Here is what diagnosis actually involves.
- Look at the data: How many customers. The retention curve. The time from first conversation to closed deal. This shows me whether the problem is at the top, middle, or bottom of their funnel.
- Listen to 5 customer conversations: I sit in on sales calls or watch recordings. I want to hear the language buyers use. I want to see where the founder loses momentum in the conversation. I want to understand the objections that come up.
- Talk to 2 or 3 lost prospects: People who almost bought but didn’t. Their reasons reveal whether the issue is targeting, messaging, pricing, or the product itself.
- Compare what the founder believes against what the data shows: Founders often have strong opinions about why their GTM is broken. Sometimes those opinions match reality. Often they don’t. The gap between belief and evidence is where the real fix usually lives.
Only after that week do I make a recommendation. Some founders need ICP work. Some need messaging work. Some need sales process work. Some need pricing changes. The diagnosis dictates the order.
For a deeper look at building the sales process when it turns out that is the broken piece, read How to Build a Sales Process for Your Startup From Scratch.
The question to ask every advisor before you hire them
If you are evaluating a GTM advisor, consultant, or agency, ask one question first.
“Where did this exact recommendation come from?“
If the answer is “this is how I always do it,” you are buying a template. Useful, but generic.
If the answer is “based on what you told me about your stage and your last 10 deals, here is what I’d start with,” you are buying actual advice. The advice might still be wrong. But it was built for you.

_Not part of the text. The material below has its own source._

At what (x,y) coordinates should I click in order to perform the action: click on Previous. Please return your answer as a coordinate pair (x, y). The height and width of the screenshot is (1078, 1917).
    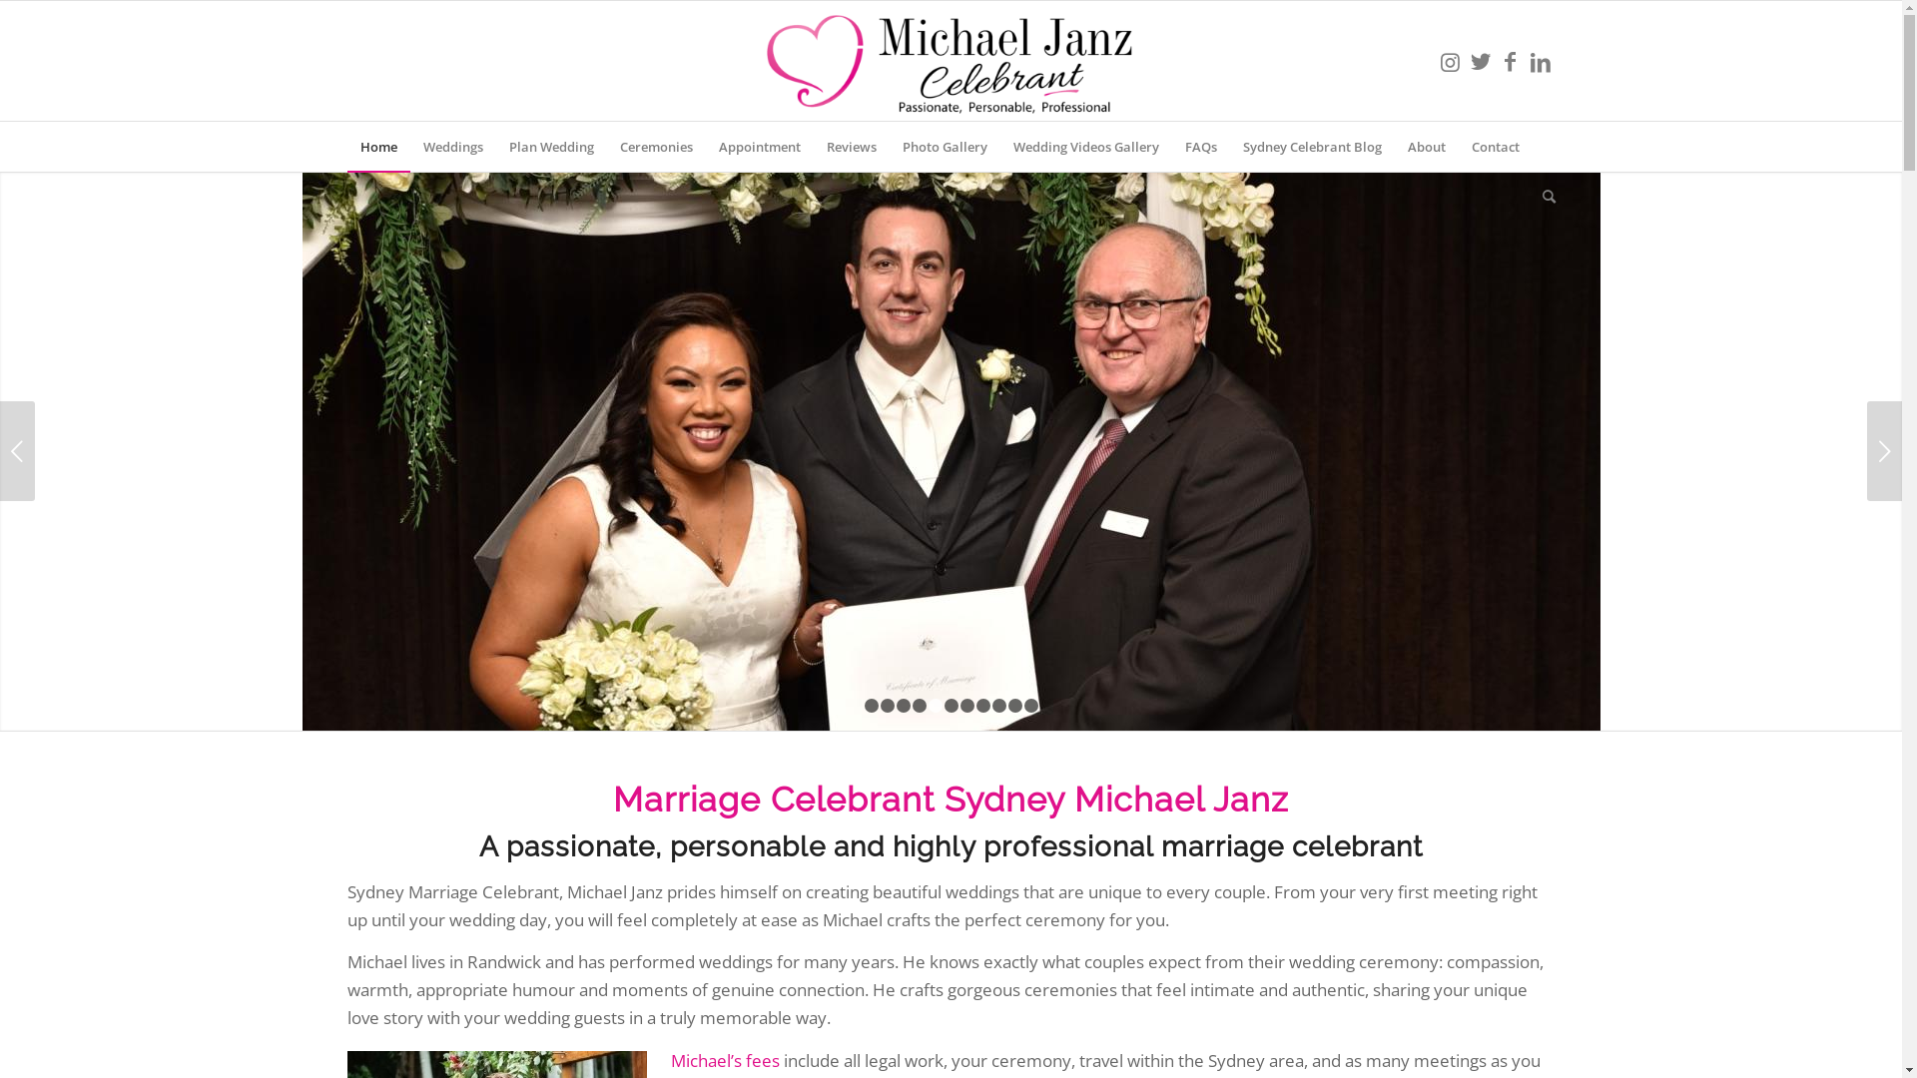
    Looking at the image, I should click on (18, 401).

The difference matters because your money and your months are limited. A founder with 12 weeks of runway cannot afford to execute the wrong playbook for 4 of those weeks. They need the right starting point.
Good advice should answer 2 follow-up questions.
“Why this and not something else?” The advisor should be able to tell you what other options they considered and why they ruled them out.
“How will you know if it’s working?” Define the specific signal that says yes or no within 30 days. If the only answer is “give it more time,” the advice isn’t measurable.
Ask these before you sign. The answers tell you whether you are hiring a strategist or buying a stack of slides.
Frequently Asked Questions
How do I know if I need a GTM advisor or just need to do the work myself?
If you can name the specific thing in your GTM that’s broken and have a hypothesis for fixing it, do the work yourself. If you cannot pinpoint what’s broken or you’ve tried multiple fixes that haven’t worked, you need a diagnosis. An advisor’s value is in finding the right problem. The execution is yours.
Aren’t GTM playbooks useful sometimes?
Yes. Playbooks are useful when the playbook matches the stage. A founder with 20 customers who needs to systematize a sales process can use a sales process playbook. A pre-PMF founder cannot use that same playbook to find customer #1. Match the playbook to the actual problem.
What if my advisor refuses to do diagnosis first?
That is the signal you needed. A good advisor will not write a 90-day plan without understanding your business first. If yours wants to start prescribing in week 1, you are buying templates. That can work. But know what you are paying for.
Should I hire one advisor or use multiple short-term advisors?
For most founders under 50 customers, one experienced advisor for 3 to 6 months works better than multiple short engagements. The diagnosis takes time to build. Switching advisors resets the clock. Pick someone whose lens fits your business and commit.
There is no single GTM playbook that works for every startup. Anyone who tells you otherwise is selling templates. Diagnose first. Then decide what fits your stage.
If you are still in the early stages and need to figure out your buyer first, that is where the right diagnosis usually starts. Read How to Define Your ICP When You Have Zero Customers.